This past Wednesday (well, a few Wednesdays ago, this one didn’t get finished on timer), The Conners, the Revenant of the corpse of the Rosanne relaunch, finished its long, strange quest to avenge itself against the original Rosanne final season (and its own Everything That’s Old is New Again Rosanne relaunch existence), bringing real, earned, honest growth and closure to the family. It was a good ending for a strange, very strange… years ago I talked about how this must have been an insane show to write for… show that, I guess, was a bit of a hit? I don’t know, I don’t look at the ratings.
I loved Rosanne when I was a tween, in part because I had a crush on the character of Darleen, played by Sarah Gilbert… who, according to my ex, was her roommate for a summer SAT prep program or something along those academically overachieving lines.
Anyhow, I was curious about the Rosanne re-launch, but not enough to watch it due to not really wanting to support the titular star. The show’s original run was important TV in that it was about a poor family trying to get by, while also being a comedy.
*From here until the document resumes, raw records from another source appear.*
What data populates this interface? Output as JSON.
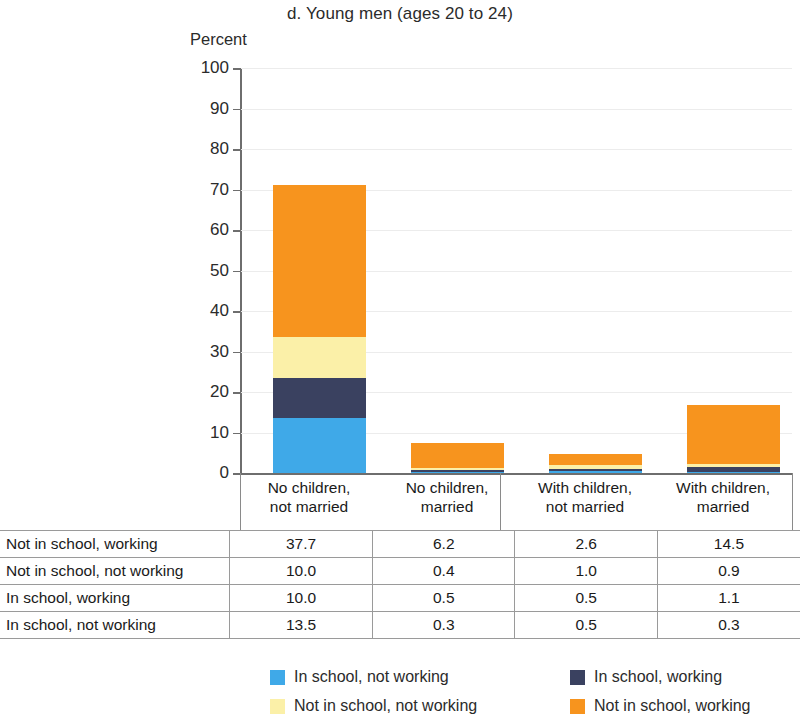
{
  "chart_data": {
    "type": "bar",
    "stacked": true,
    "title": "d. Young men (ages 20 to 24)",
    "ylabel": "Percent",
    "xlabel": "",
    "ylim": [
      0,
      100
    ],
    "yticks": [
      0,
      10,
      20,
      30,
      40,
      50,
      60,
      70,
      80,
      90,
      100
    ],
    "grid": true,
    "legend_position": "bottom",
    "categories": [
      "No children, not married",
      "No children, married",
      "With children, not married",
      "With children, married"
    ],
    "category_lines": [
      [
        "No children,",
        "not married"
      ],
      [
        "No children,",
        "married"
      ],
      [
        "With children,",
        "not married"
      ],
      [
        "With children,",
        "married"
      ]
    ],
    "series": [
      {
        "name": "In school, not working",
        "color": "#3FA9E8",
        "values": [
          13.5,
          0.3,
          0.5,
          0.3
        ]
      },
      {
        "name": "In school, working",
        "color": "#3A4160",
        "values": [
          10.0,
          0.5,
          0.5,
          1.1
        ]
      },
      {
        "name": "Not in school, not working",
        "color": "#FBF0A8",
        "values": [
          10.0,
          0.4,
          1.0,
          0.9
        ]
      },
      {
        "name": "Not in school, working",
        "color": "#F7941E",
        "values": [
          37.7,
          6.2,
          2.6,
          14.5
        ]
      }
    ],
    "totals": [
      71.2,
      7.4,
      4.6,
      16.8
    ]
  },
  "table": {
    "rows": [
      {
        "label": "Not in school, working",
        "values": [
          "37.7",
          "6.2",
          "2.6",
          "14.5"
        ]
      },
      {
        "label": "Not in school, not working",
        "values": [
          "10.0",
          "0.4",
          "1.0",
          "0.9"
        ]
      },
      {
        "label": "In school, working",
        "values": [
          "10.0",
          "0.5",
          "0.5",
          "1.1"
        ]
      },
      {
        "label": "In school, not working",
        "values": [
          "13.5",
          "0.3",
          "0.5",
          "0.3"
        ]
      }
    ]
  },
  "legend": {
    "items": [
      {
        "label": "In school, not working",
        "color": "#3FA9E8"
      },
      {
        "label": "In school, working",
        "color": "#3A4160"
      },
      {
        "label": "Not in school, not working",
        "color": "#FBF0A8"
      },
      {
        "label": "Not in school, working",
        "color": "#F7941E"
      }
    ]
  }
}
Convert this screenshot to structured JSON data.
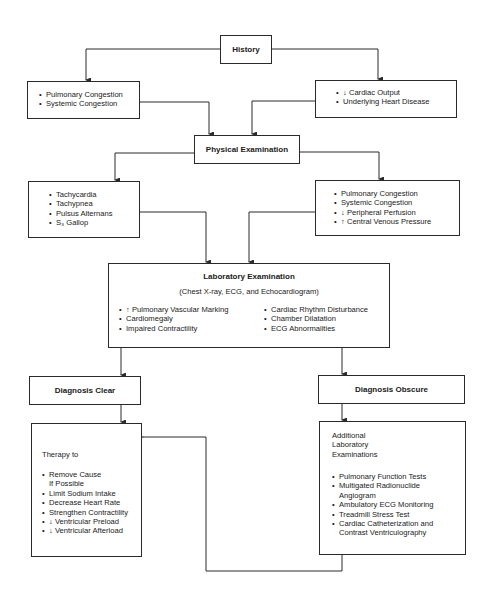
{
  "diagram": {
    "type": "flowchart",
    "history": {
      "title": "History"
    },
    "history_left": {
      "items": [
        "Pulmonary Congestion",
        "Systemic Congestion"
      ]
    },
    "history_right": {
      "items": [
        "↓ Cardiac Output",
        "Underlying Heart Disease"
      ]
    },
    "physical": {
      "title": "Physical Examination"
    },
    "physical_left": {
      "items": [
        "Tachycardia",
        "Tachypnea",
        "Pulsus Alternans",
        "S₃ Gallop"
      ]
    },
    "physical_right": {
      "items": [
        "Pulmonary Congestion",
        "Systemic Congestion",
        "↓  Peripheral Perfusion",
        "↑  Central Venous Pressure"
      ]
    },
    "lab": {
      "title": "Laboratory Examination",
      "subtitle": "(Chest X-ray, ECG, and Echocardiogram)",
      "left_items": [
        "↑  Pulmonary Vascular Marking",
        "Cardiomegaly",
        "Impaired Contractility"
      ],
      "right_items": [
        "Cardiac Rhythm Disturbance",
        "Chamber Dilatation",
        "ECG Abnormalities"
      ]
    },
    "dx_clear": {
      "title": "Diagnosis Clear"
    },
    "dx_obscure": {
      "title": "Diagnosis Obscure"
    },
    "therapy": {
      "heading": "Therapy to",
      "items": [
        "Remove Cause",
        "If Possible",
        "Limit Sodium Intake",
        "Decrease Heart Rate",
        "Strengthen Contractility",
        "↓ Ventricular Preload",
        "↓ Ventricular Afterload"
      ]
    },
    "additional": {
      "heading_lines": [
        "Additional",
        "Laboratory",
        "Examinations"
      ],
      "items": [
        "Pulmonary Function Tests",
        "Multigated Radionuclide",
        "Angiogram",
        "Ambulatory ECG Monitoring",
        "Treadmill Stress Test",
        "Cardiac Catheterization and",
        "Contrast Ventriculography"
      ]
    },
    "bullet": "•",
    "line_color": "#2a2a2a"
  }
}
The lower-middle to working poor were not usually depicted in half hour sitcoms, at least not white sitcoms, and that spoke to me, being working poor/lower middle class.
Again, also, the Darleen crush.
Anyhow, when the show re-re-launched as The Conners it was with Darleen in the lead, and I gave it a go… and watched all of it. I don’t know if I liked it, but I didn’t hate it. It was a compelling mess full of insane cameos, and lots of performers I enjoyed.
Also, Rosanne (the character) was written off via dying of a prescription painkiller overdose, something always present, but not usually centered, which means The Conners was at least nominally am opioid crisis show.
It wasn’t the best opioid crisis show, that was the Dopesick miniseries on Hulu, and it also probably wasn’t the best Rosanne show either, that was probably the original.
(And, given that this piece got finished later than planned, it might not even be the best John Goodman plays a widower show as The Righteous Gemstones also came to an end. The question coming out of that though is, how good was The Righteous Gemstones, but that’s a question for another day.)
Another opioid crisis show ended earlier this year, one you’ve probably never heard of, one that got three seasons on STARZ and seems to have been removed from their platform.. no idea if it’s getting picked up somewhere else… This show, a show that must have also been just as insane to write for as The Conners, High Town, ended the way it lived, answering the question, “What if Showtime had made The Wire?”
For some of you, you know exactly what that means, for others, let me explain:
Showtime, at the peak of its powers, made melodramatic, horny, absurd and over the top television that played at, and occasionally was, smart and/or good… while being broadly entertaining the rest of the time.
So Hightown, set in Provincetown Mass, was really like a dumb, horny, and entertainingly sensationalistic version of The Wire (the single greatest TV Drama ever made).
I watched the shit out of the first two seasons of Hightown, in a mix of joy, bafflement, and genuine interest….
Okay, yes, I do think I actually liked The Conners, not like an all time favorite, but I found joy in the show, joy in its messy art, and that’s the way I felt about Hightown.
Anyhow, it was no Wire, but it was a good, utterly insane ride, and there were a lot of opioids (and other drugs) and crises, so just like The Conners it was a second best version of itself twice over.
And now, as messy, and insane, and watchable as they both were, as truly ambitious and at times bold as they both were, they’re over.
There’s a question we ask a lot when we talk about art, “What’s it about?”
We ask this in regards to plot, themes, subtext and the Big T and little t T/truth of the work.
Almost 12 years ago now, during my first quarter at Evergreen, Professor David Marr, one of the original faculty, brought this question up and said, “Instead of asking what it’s about, ask what it does.”
And so, for the life of both of those shows, I’ve been asking just what the fuck they were trying to do, and I think the answer is that they were trying to do was be what they were required to be by their networks, and be more and less than what anyone would have thought they were at a first glance.
You guys, Hightown is fucking insane, and The Conners is uniformly incongruous, and both of them, both of them, are informed by the opioid crisis. They’re both shows that tried to exist and thrive in our modern TV landscape, existing where they were slotted, but unsure of where and what that slot was.
They’re both over now, and for all their chaos and carnage, TV was better for both of them, because the thing that kept me coming back to both of them was their quest to do, or say, or be something creative and honest.